Mark Martin was just a kid from Batesville, Arkansas when he went to work in Phillips’ shop in Springfield.   On weekends they would race each other.

“Anybody who raced against him will remember him,” Martin (right) told Pedley. “He was unique. He was fast, won lots of races and beat a lot of people with slower cars…Larry would try every trick in the books.”  And Rusty Wallace called him “the best driver I’ve ever seen.”   He was first nominated to the NASCAR Hall of Fame in 2014.  But the guys who ran in the big-time are the ones who get most of the attention at voting time.

Jamie McMurray’s first year running late models was 1997.  He told a Springfield News-Leader reporter a couple of years ago, “I had watched him for those years that I ran my modified and he won every single night, it seemed like.”

 

McMurray won the track championship at Lebanon in 1997.  Larry Phillips was second. Just five years later he was running in NASCAR’s top series where he won his second time out.  In 2010, he won the Daytona 500.  But by then, Larry Phillips was gone.

Phillips was diagnosed with lung cancer in May, 2000 and began chemotherapy a month later—and still went out weekend after weekend and won races.  He ran his last race in April, 2001 in Lebanon and led for a good part of it.  But his cancer treatments had sapped his endurance and he finished second.  Finishing second was not what Larry Phillips was about.  He took the car, went home, and never raced again.  He died September 21, 2004.

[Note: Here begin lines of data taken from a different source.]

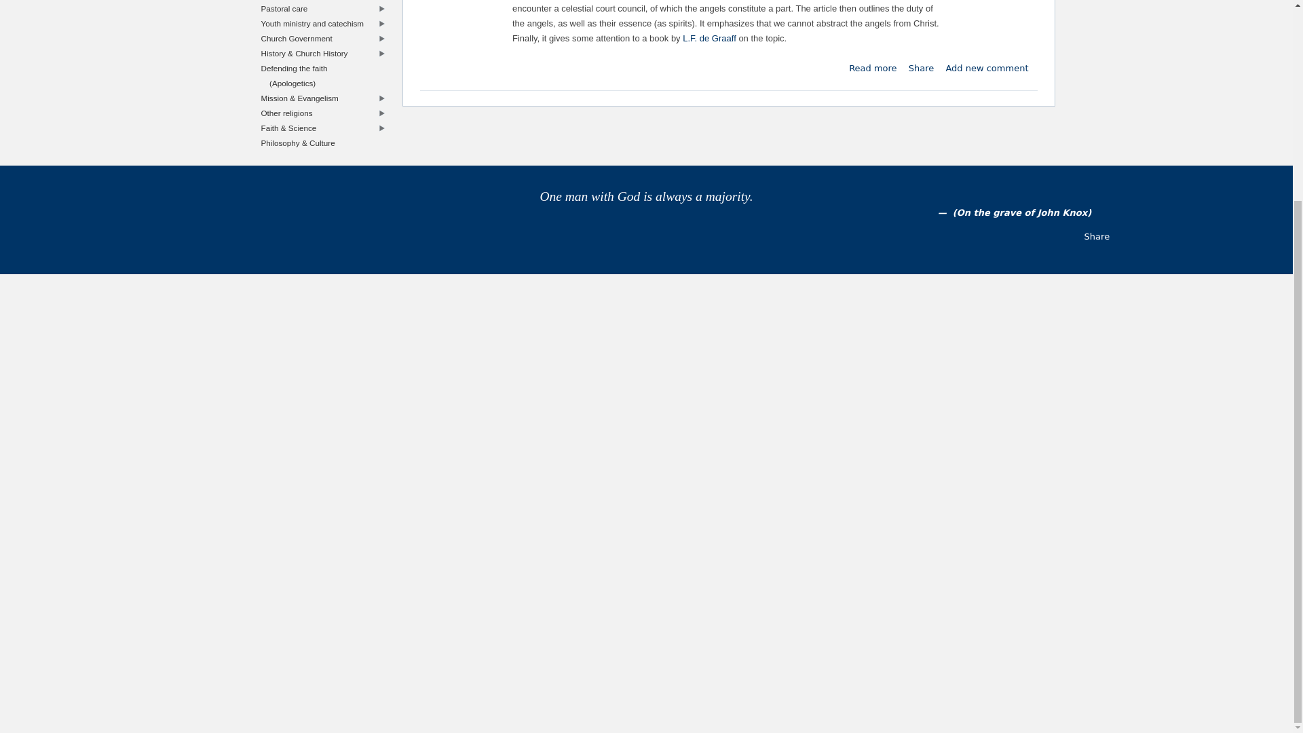 The height and width of the screenshot is (733, 1303). Describe the element at coordinates (987, 68) in the screenshot. I see `Add a new comment to this page.` at that location.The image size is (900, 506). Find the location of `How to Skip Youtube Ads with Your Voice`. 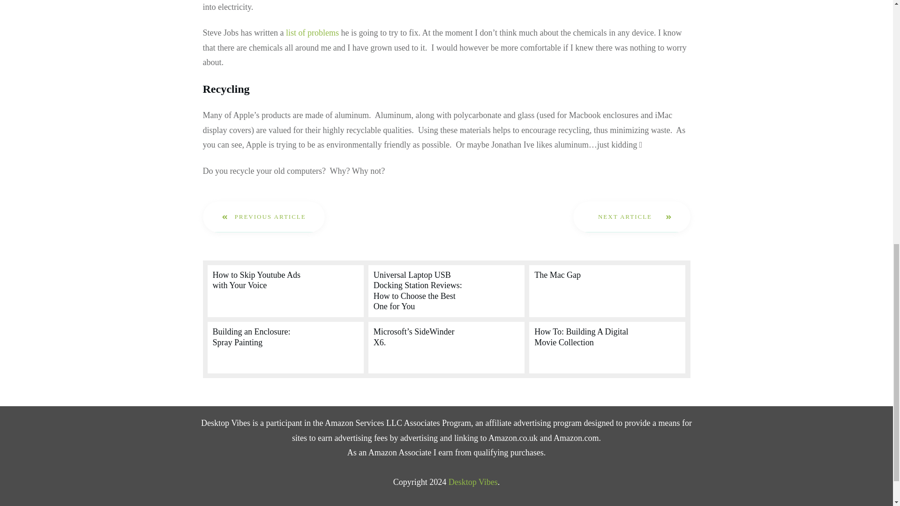

How to Skip Youtube Ads with Your Voice is located at coordinates (256, 280).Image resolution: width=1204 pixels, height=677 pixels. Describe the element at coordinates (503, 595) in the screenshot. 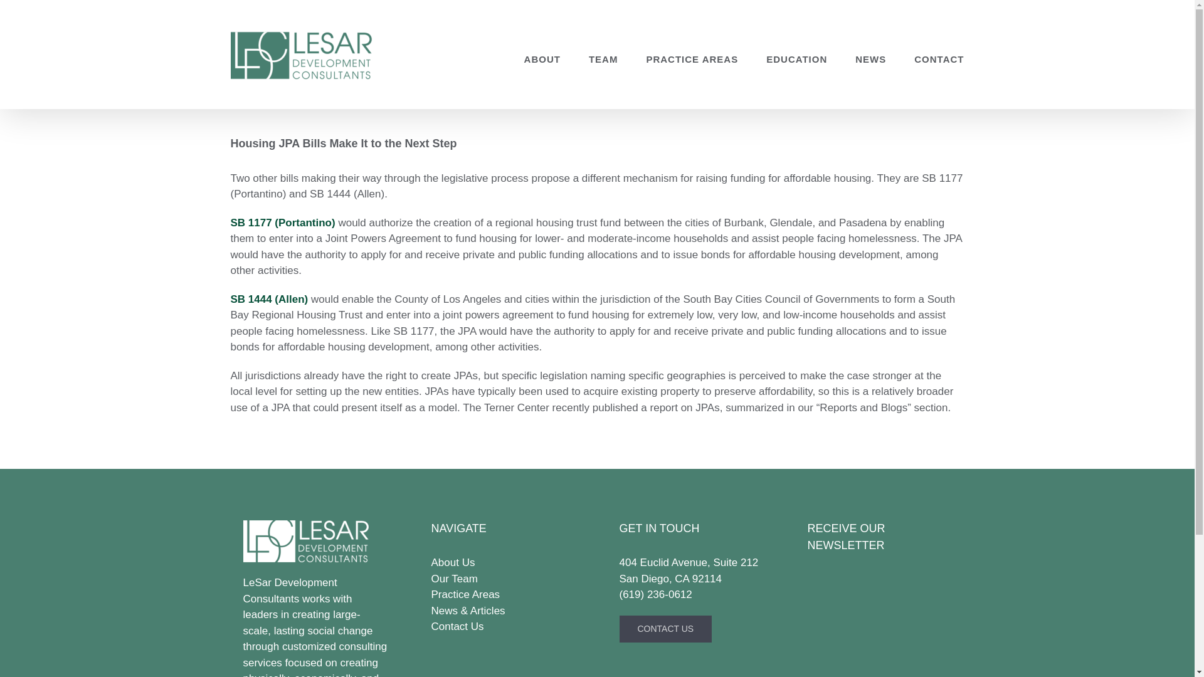

I see `Practice Areas` at that location. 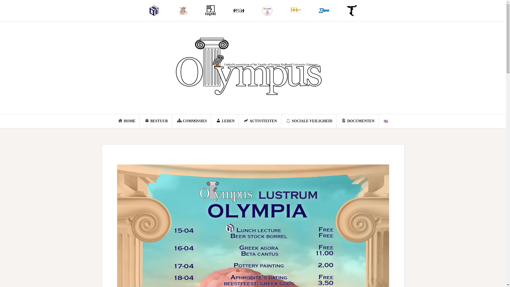 What do you see at coordinates (295, 11) in the screenshot?
I see `Marie Curie` at bounding box center [295, 11].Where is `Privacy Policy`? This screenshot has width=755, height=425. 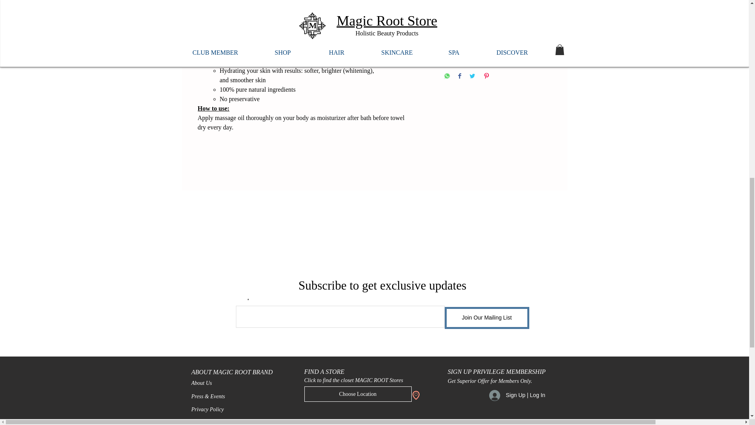
Privacy Policy is located at coordinates (207, 409).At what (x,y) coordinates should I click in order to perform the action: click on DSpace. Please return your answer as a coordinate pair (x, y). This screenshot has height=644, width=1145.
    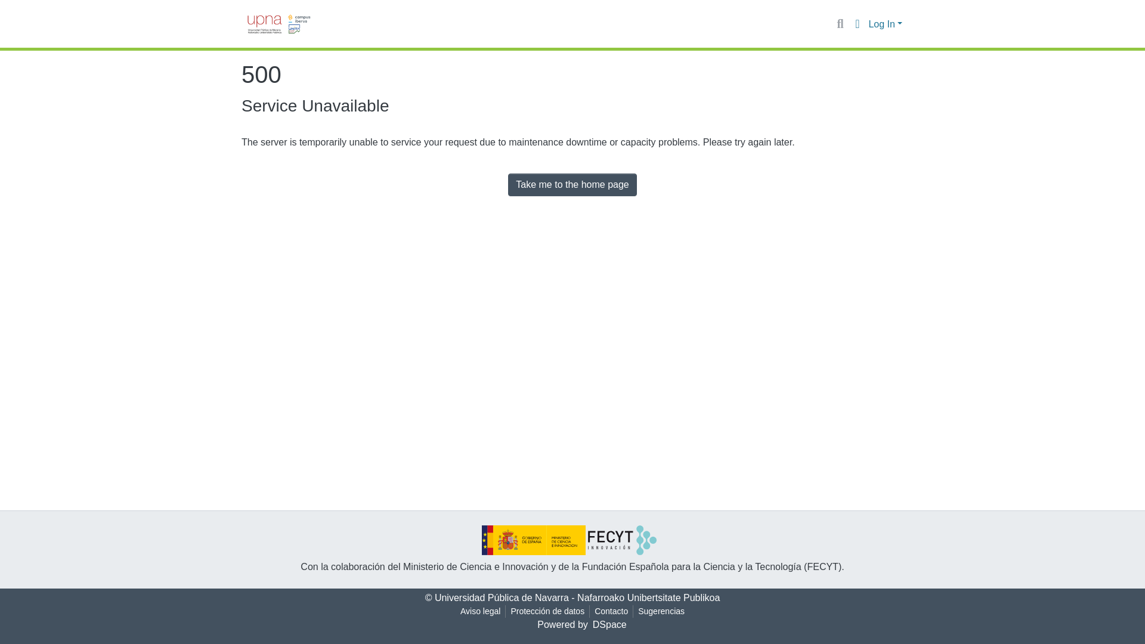
    Looking at the image, I should click on (609, 624).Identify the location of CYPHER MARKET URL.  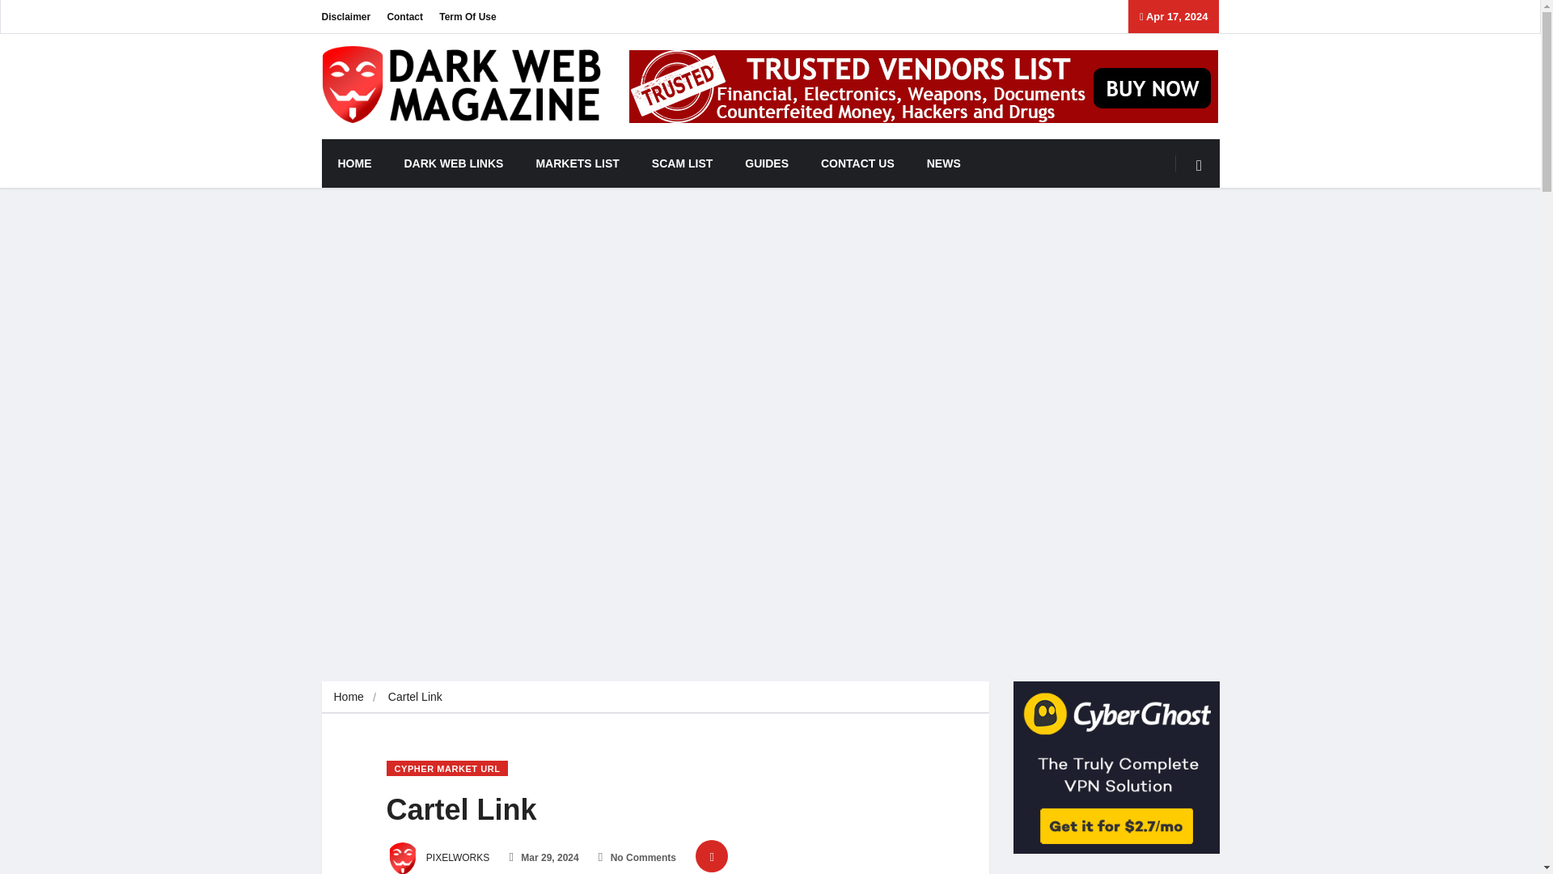
(448, 768).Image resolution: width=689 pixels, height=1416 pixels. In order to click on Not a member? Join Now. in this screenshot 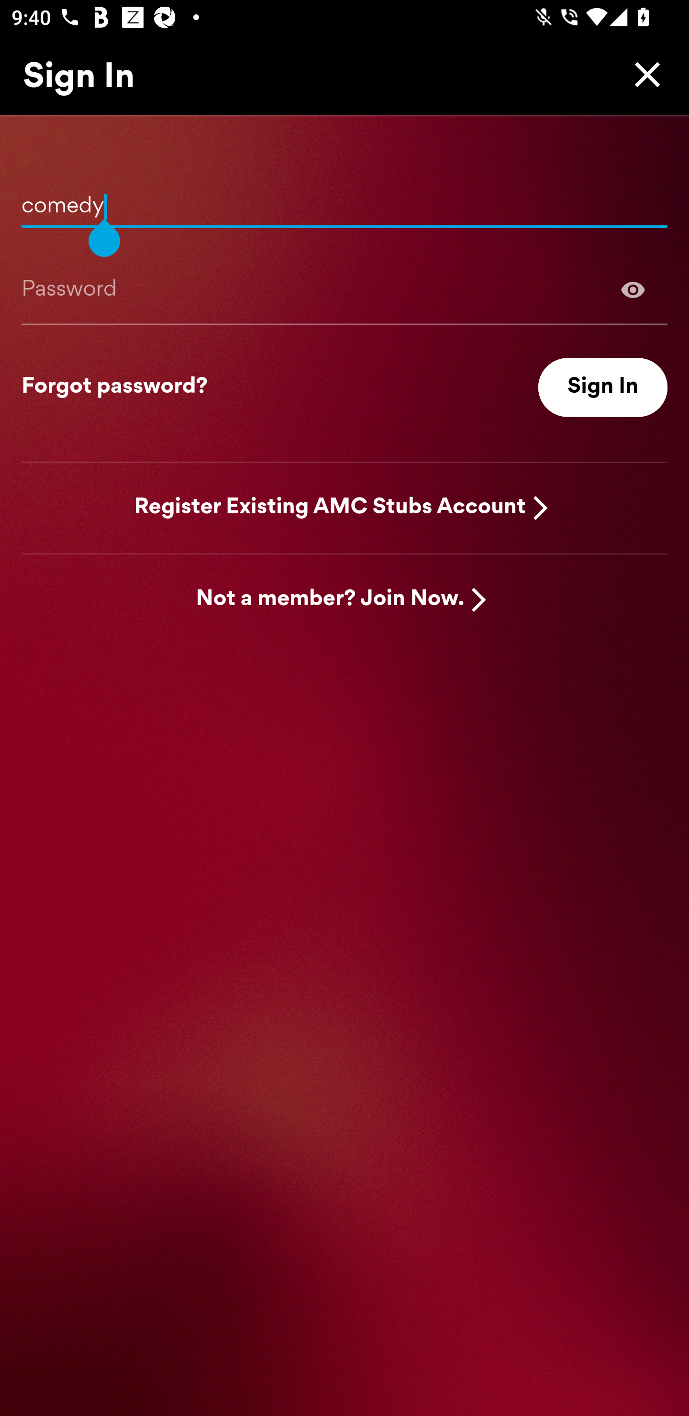, I will do `click(330, 600)`. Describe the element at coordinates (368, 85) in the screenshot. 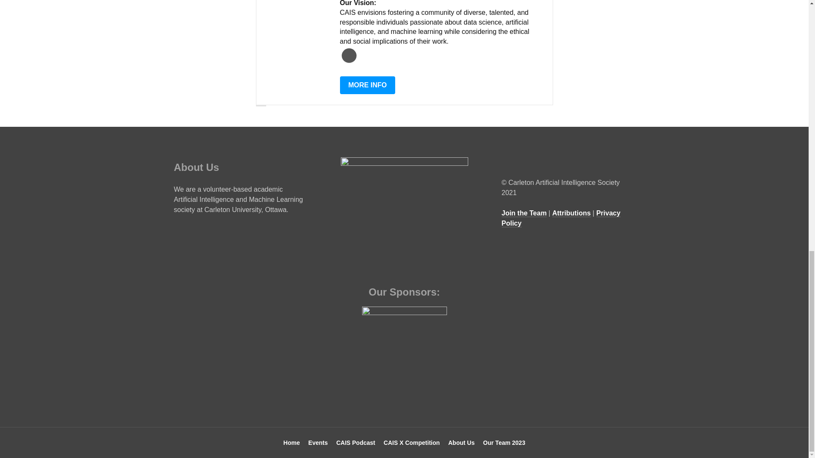

I see `MORE INFO` at that location.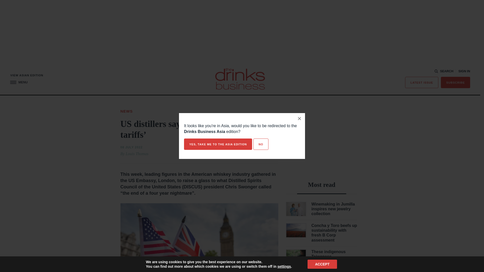  What do you see at coordinates (444, 71) in the screenshot?
I see `SEARCH` at bounding box center [444, 71].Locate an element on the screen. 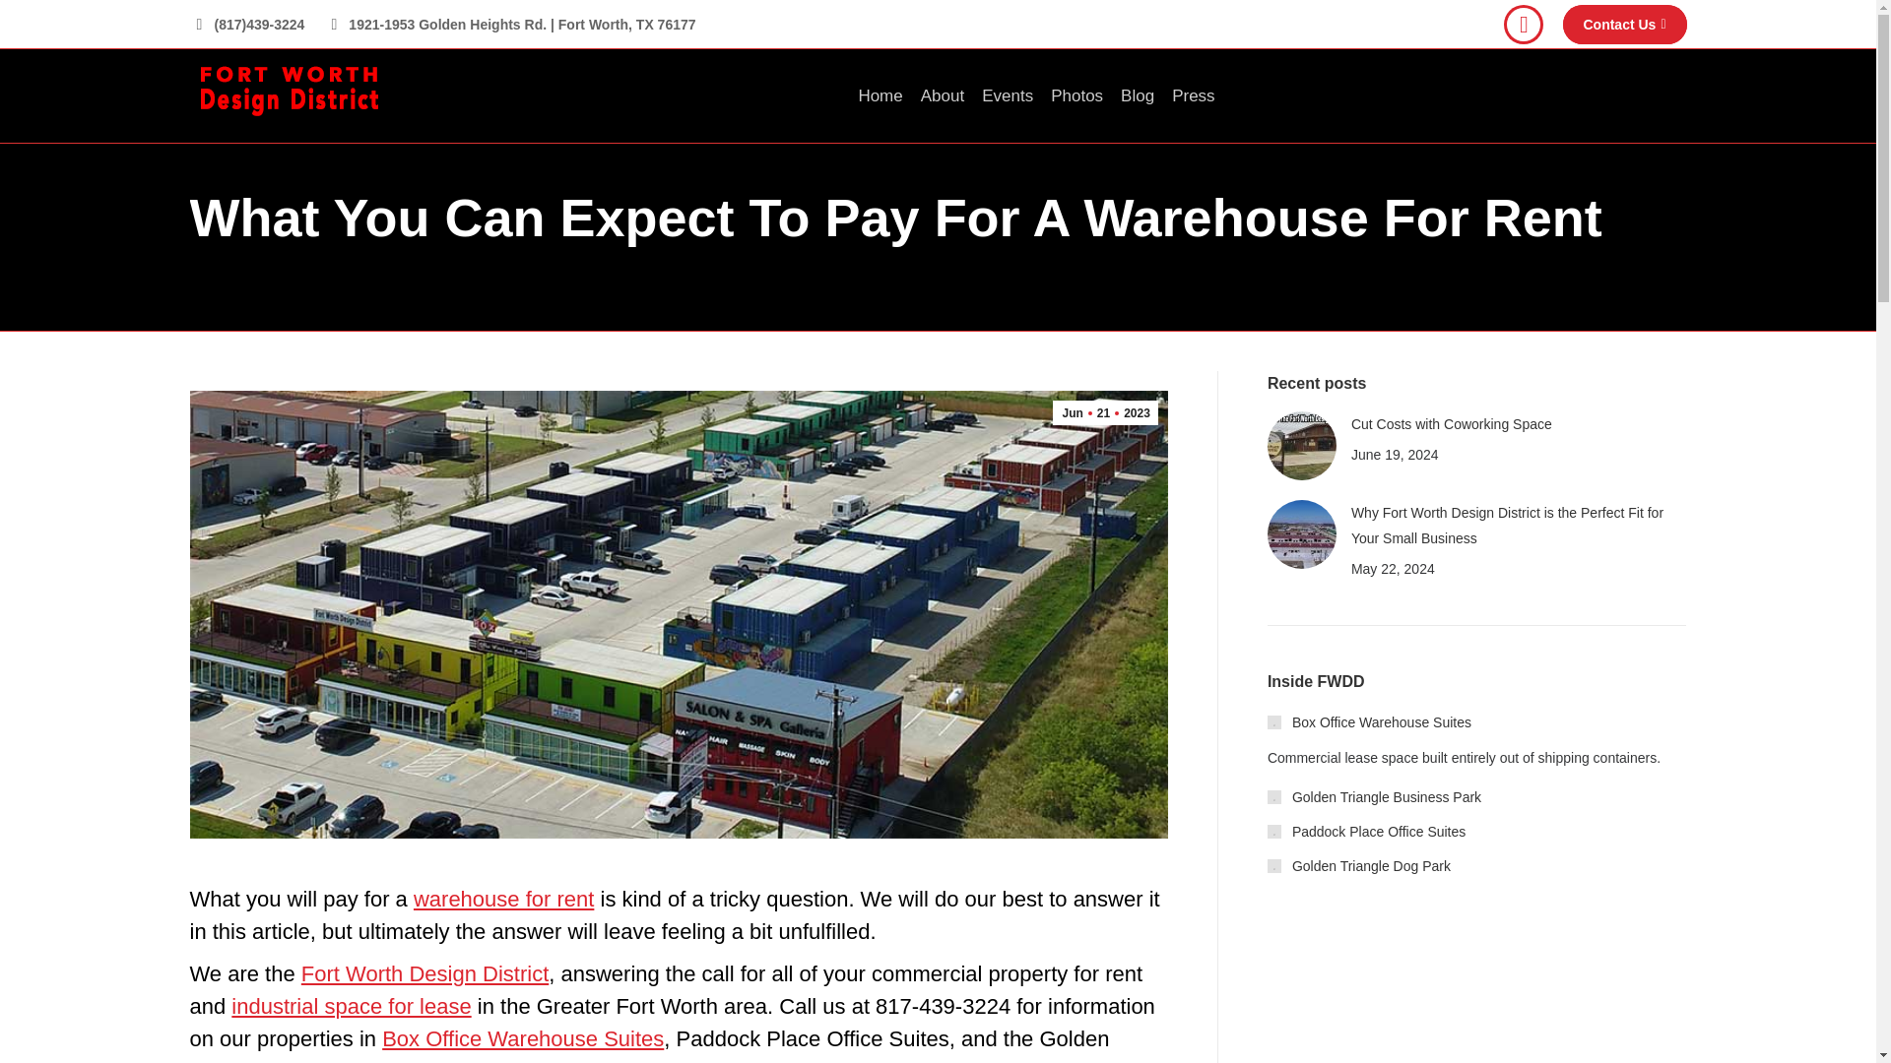 The height and width of the screenshot is (1063, 1891). Box Office Warehouse Suites is located at coordinates (1522, 25).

He has some stiff competition in the voting from a lot of nationally-recognized names.  But a lot of folks who saw him race or raced against him think he could have whipped ‘em all at Lebanon. Or Bolivar. Or just about anywhere.

If you have the time and inclination to vote fifty times a day for Missouri’s greatest racer, you can do it at: http://www.nascarhall.com/inductees/fan-vote.

(Photo credits: hometracks.nascar.com; missourilegends.com; Midwest racing archive; racintoday.com)

(This entry also was posted on The Missourinet sports page)

One thought on “Missouri’s greatest racer

  1. I remember Larry Phillips racing at the 1/2 mile track in Rolla during the 70s. He was all but unbeatable. Good article and yes, I will vote for his induction into the Racing Hall of Fame.